Brett is curious about emerging aerospace technologies, alternative launch concepts, military space developments and uncrewed aircraft systems. Brett's work has appeared on Scientific American, The War Zone, Popular Science, the History Channel, Science Discovery and more. Brett has English degrees from Clemson University and the University of North Carolina at Charlotte. In his free time, Brett enjoys skywatching throughout the dark skies of the Appalachian mountains.

  • danR
    Interesting.
    Back in the 60's, as a teen, I envisioned a sort of MHD hypersonic propulsion system. A high-energy linear accelerator would partly ionize the air in front of the nose of an aircraft. Rings of coils energized sequentially down the fuselage would accelerate the ionized gas front to back*. I don't know if the idea was original.
    The electric power requirements seemed prohibitive.

    But in this passive system, the regenerative factor provides its own ingenious 'power-plant'.
    ____
    * For brevity I've left out some details.
    Reply
  • motie
    Can somebody expllain why there is a potential difference between the + and - electrodes? It seems to me that the ionized atmosphere would have the same potential everywhere.
    Reply
  • Unclear Engineer
    motie said:
    Can somebody expllain why there is a potential difference between the + and - electrodes? It seems to me that the ionized atmosphere would have the same potential everywhere.
    I'm not familiar with this, so I am not clear about how the magnetohydrodynamics is configured. I suspect the developers are not eager to explain it well enough for others to duplicate - e.g., in Russia or China.

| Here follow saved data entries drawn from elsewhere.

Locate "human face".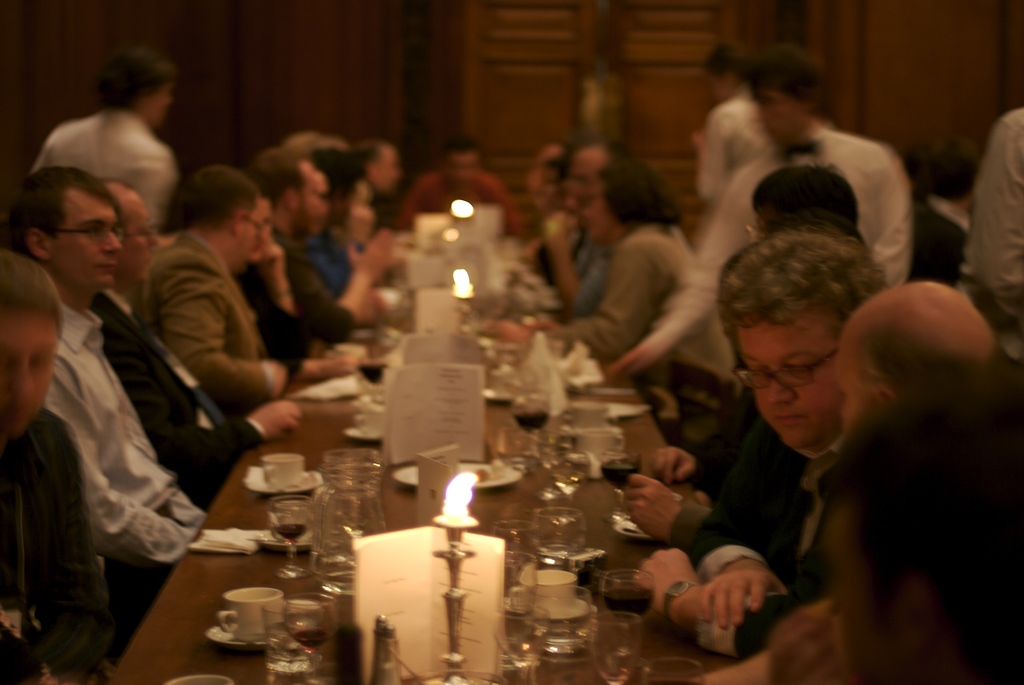
Bounding box: bbox=[52, 194, 122, 290].
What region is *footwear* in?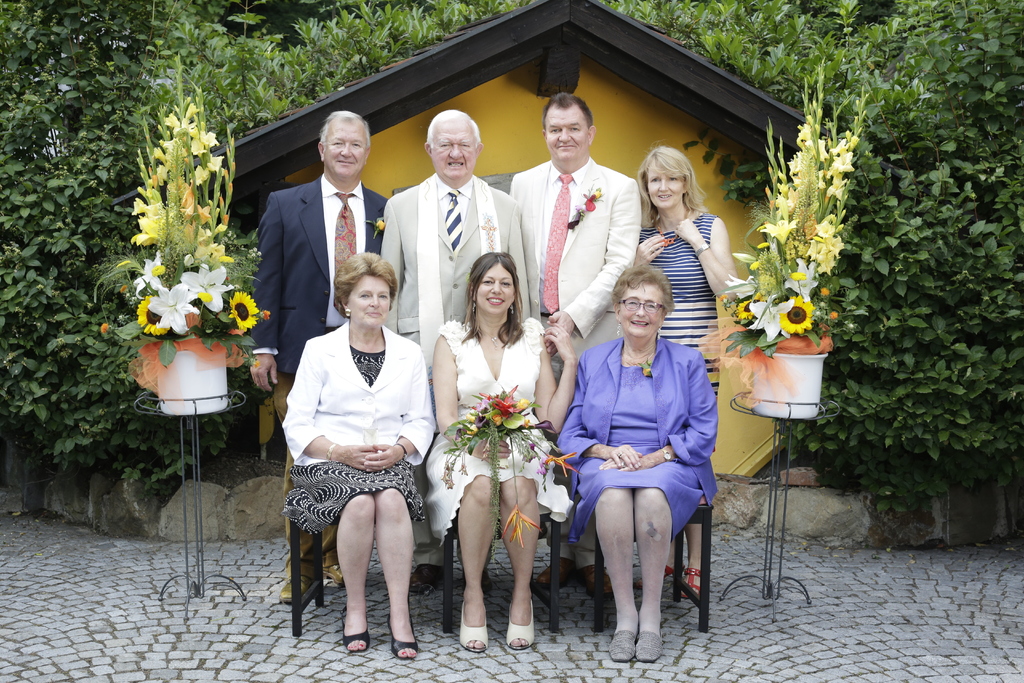
(left=636, top=563, right=685, bottom=588).
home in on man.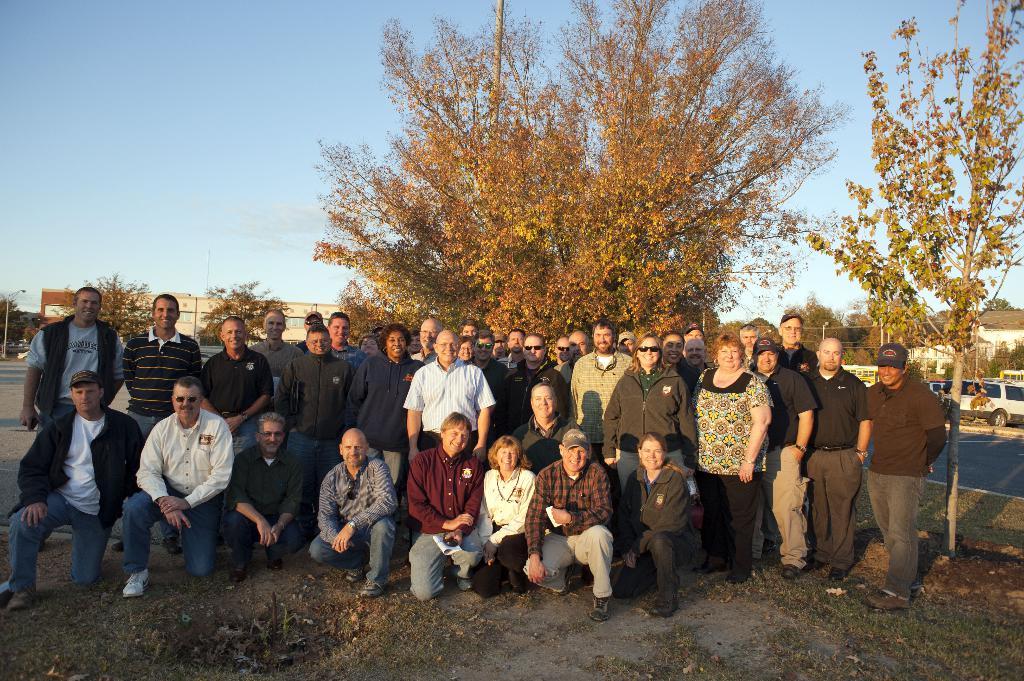
Homed in at {"left": 554, "top": 329, "right": 591, "bottom": 385}.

    That said, I would expect the magnetic field extending outside the vehicle surface to cause the ionized gases flowing through it (as they pass along the vehicle surface) to separate the + and - charged ions in the flow to some degree, because the different charges will try to curve in opposite directions in the magnetic field. The plasma stream would then be changed from neutral to 2 flowing currents passing over adjacent areas of the vehicle surface. Those currents can then be used to induce currents in nearby conductors inside the vehicle, just like in any typical transformer.

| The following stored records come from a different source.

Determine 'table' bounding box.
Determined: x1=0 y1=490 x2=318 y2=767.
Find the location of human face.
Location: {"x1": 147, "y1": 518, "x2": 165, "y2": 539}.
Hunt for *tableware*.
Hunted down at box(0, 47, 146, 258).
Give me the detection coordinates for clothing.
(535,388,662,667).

    How that all gets put together in a design that does something useful seems to be the development project that has been going on for more than half of the last century. So, it is probably not simple.
    Reply
  • MasterOgon
    Interesting. The study of vibration and rotation is also mentioned here. Now I think I know why I was banned twice on the NASA forum for my research on vibration flight, which I also posted here. Despite the fact that you can even publish inertial propulsive nonsense there. After all, they could, as always, call it a mistake and close the topic instead of deleting it and banning me.